Page 89 of PS: I Hate You
I always called Josh.
Or I figured things out on my own.
I guess that second one is my only option now.
Dom tilts his head side to side, letting out a delicious joint crack with each movement. “Mom and Dad are supportive of whatever, but they also have this expectation that we figure things out on our own. Especially with the twins being adults now.” He grimaces. “In theory, it might sound like a good parenting technique. Let your kids try, fail, learn, and make sure they take responsibility for their mistakes.”
“You don’t agree?”
Dom scratches the back of his neck. “To an extent. But I would’ve appreciated advice sometimes. From someone who’d lived life longer than me. From someone I trusted.”
“And that’s what you do for Adam and Carter?”
“When they let me.”
Not for the first time, I think back on their family dynamic. The Perry parents were always fun, and buoyant, and happy to cheer whoever on. They were kind and loving.
But Mr.Perry also spent a lot of hours working at the hospital and Emilia’s nonprofit demanded way more than a forty-hour workweek. Dom was the responsible one at home, taking on a parent-like role for his younger siblings.
“They look up to you,” I say.
Dom huffs a laugh. “Maybe. Doesn’t mean they listen to me.”
“Sure they do.” I keep going when Dom throws me a skeptical side-eye. “Okay, maybe not one hundred percent of the time. But they listen to you more than anyone else.”
“Not more than you.”
I open my mouth to argue, but all that comes out is “What?”
Dom keeps his eyes on the snowy road. “You’re the one they listen to. You’re the Perry twins whisperer.” His lips tick up in a smirk that immediately fades as his fingers tighten on the steering wheel. “With everything that happened, I never got a chance to thank you. For how you helped us out. That summer.”
That summer.
The one after my freshman year of college, when I saw Dom for the first time in months. He’d always had an air of responsibility, but the first few days of that summer, I was afraid he was going to combust from repressed anxiety.
His mother’s car accident almost destroyed him.
I’ve always thought of it as the summer Dom discarded me. But it’s also the summer when an illegal left turn plowed into the side of Mrs.Perry’s Prius and sent the woman to the hospital. The same one where her husband worked.
How must that have felt, for Nathanial to learn his wife was a few floors down in the ER, battered, bruised, and bleeding?
I never talked with Dom’s dad about it—we weren’t close like that—but I do know he took off work for maybe the first time in his whole life. Emilia was laid up in bed for weeks, needing help with everything, then she had to go to PT. Dom was supposed to start afull-time internship, but Josh told me Mr.Perry wanted him to turn it down and take care of his brothers and help with his mom when the surgeon had to return to work.
Yes, I helped, but it was selfish, really.
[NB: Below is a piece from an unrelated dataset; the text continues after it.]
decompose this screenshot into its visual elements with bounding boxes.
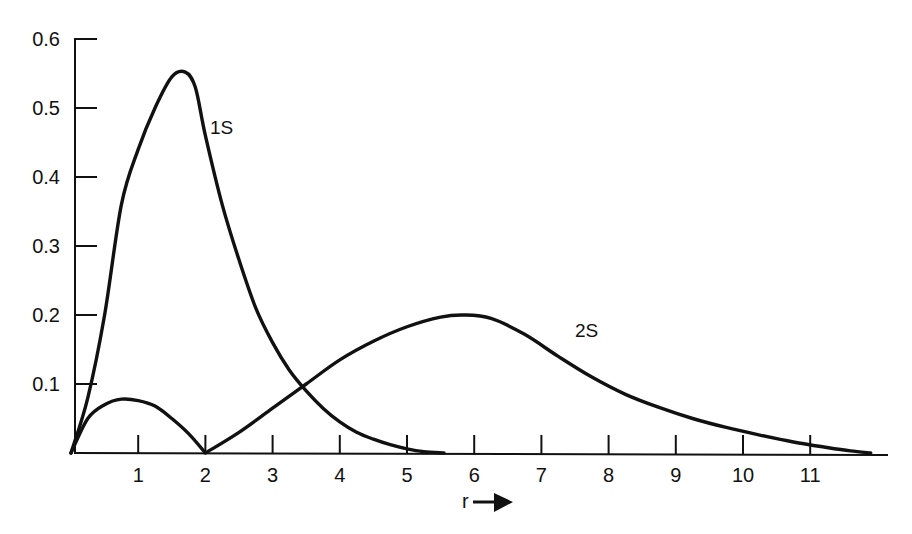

I wanted to escape my grandmother and spend more time around the Perrys. I wanted to pretend their family was mine as much as I could.
“I spent the summer poolside.” I shrug. “Not a hardship.”
“Just you being around made everything easier.” He taps a random rhythm on the wheel with his thumbs. “Adam had a huge crush on you.”
I snort. “You were a fan of your teenage brother lusting after me? Didn’t seem so happy about it at the funeral.”
Dom stares straight ahead, but I spy the corner quiver that tells me he’s fighting against a smile.
“You know…” I adopt a contemplative tone. “Maybe I should be making these trips with Adam. Since I was so pivotal in his life.”
“Not happening,” Dom grumbles without an ounce of heat. He reaches over and claims my hand, his long fingers interlocking with mine.
For a moment, I sit motionless, trying to come to terms with the casually affectionate touch.